By Jay Lemery
On Monday, the United Nations’ Intergovernmental Panel on Climate Change dropped its latest assessment report — an exhaustive and far-reaching inventory of human vulnerabilities to an increasingly inhospitable planet and our strategies to adapt.
The precision with which these data were presented — an accumulation of decades of climate science —reinforces the overwhelming conclusion that our ecosystems are under such stress that widescale human suffering is all but certain. As the report puts it, we have “a brief and rapidly closing window of opportunity to secure a livable and sustainable future for all.”
But within this gloomy news, there is a spark of optimism: That window has not yet shut. And there’s growing sentiment among the healthcare providers I know that this is becoming our fight. We are ready, to paraphrase the IPCC report, to act on solutionsthat address social inequities, vary our responses based on a wide range of climate risks and make our adaptation to climate change better at reducing harm.

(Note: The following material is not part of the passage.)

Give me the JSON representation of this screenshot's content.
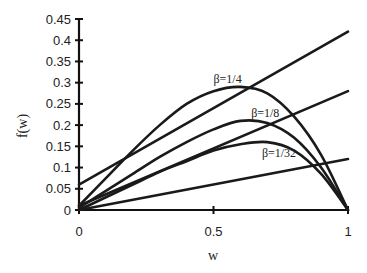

Humans can expect more widespread sickness, injuries and disease from a changing climate. Healthcare is accordingly coalescing around the idea that we need to upgrade our medical training programs to address climate — and even train “climate doctors.”
Healthcare providers need to be at the table to articulate the health consequences of climate change. Record heat exposures, flooding, wildfires, hurricanes and forced displacement will exacerbate existing health disparities, most predominantly in disadvantaged populations. With the right training and mission, we can create patient-centric policies when working alongside business executives, community leaders and policymakers to advocate for climate action, address environmental justice issues and help health systems reduce carbon emissions.
Here’s how climate doctors can lead on smart policy:
Education:We start today, training our medical students in basic connections between climate and health — a topic largely missing from medical education. Medical schools should create fellowships to mold leaders with the policy expertise to build coalitions and mobilize constituencies. And because we cannot wait the years for our students and trainees to assume positions of influence, we should scale up professional development programs (certificates, diplomas) for practicing clinicians to gain the confidence and skills to dive into the fray now.
Environmental justice: Climate doctors can contextualize clinical care with current issues of environmental justice, recognizing that our most vulnerable communities will bear disproportionate burdens from climate-driven health stressors. We can lean on historical successes within medicine: pediatricians spearheading lead exposure mitigation in communities; emergency physicians expanding acute care services to include social work and substance abuse support; family practitioners strategizing on how to change lifestyle choices to reduce cardiovascular risk. The core messaging for any policy discussion must lead with the same prognosis: When it comes to climate change, poor and sick people will get pummeled.
Research:Government funding streams and private foundations are ramping up the call for healthcare researchers to better understand climate risks and investigate how to make our communities more resilient. Such research can measure, for example, the health benefits of green spaces and low-carbon mass transit, the lifesaving effects of extreme heat mitigation and how environmental conditions exacerbate chronic disease. Data drive innovations in care, and we need to scale up research to better understand how to protect patients and achieve better outcomes in the face of climate threats.
Decarbonization:Healthcare is a huge and growing sector in the economy and is responsible for an estimated 8.5% of national carbon emissions. These emissions come from healthcare facility operations, energy use and the supply chains of healthcare goods and services. Climate doctors should push for strategic investments in renewables within healthcare systems’ energy mix and promote greener operations, including cutting down on anesthetics that are potent greenhouse gases (one of the most commonly used, desflurane, is estimated to have 3,766 times the greenhouse warming potential of carbon dioxide), increasing plant-based options in healthcare facilities’ food services and smarter purchasing plans to reduce the amount of single-use medical products.
Accountability: Government regulations are coming too, and maybe with penalties on payments to healthcare systems. At last fall’s COP26 Conference in Glasgow, Scotland, Assistant Secretary for Health Dr. Rachel Levine pledged to reduce emissions at federal health facilities. Last year, when asked if the Department of Health and Human Services’ new climate office would cut Medicare payments to hospitals that don’t reduce their carbon emissions, Health and Human Services Secretary Xavier Becerra said, “We’re going to try to use every tool at our disposal.”
Even during the height of discord during the pandemic, healthcare workers were praised for their professionalism and indefatigable support of their communities under threat. This workforce, if schooled in existing and novel climate threats and armed with strategies and resources for change, can play a central role in strengthening our communities for the climate challenges ahead.
Jay Lemeryis a professor of emergency medicine at the University of Colorado School of Medicine, co-director of its Climate & Health Program and a member of the National Academy of Medicine.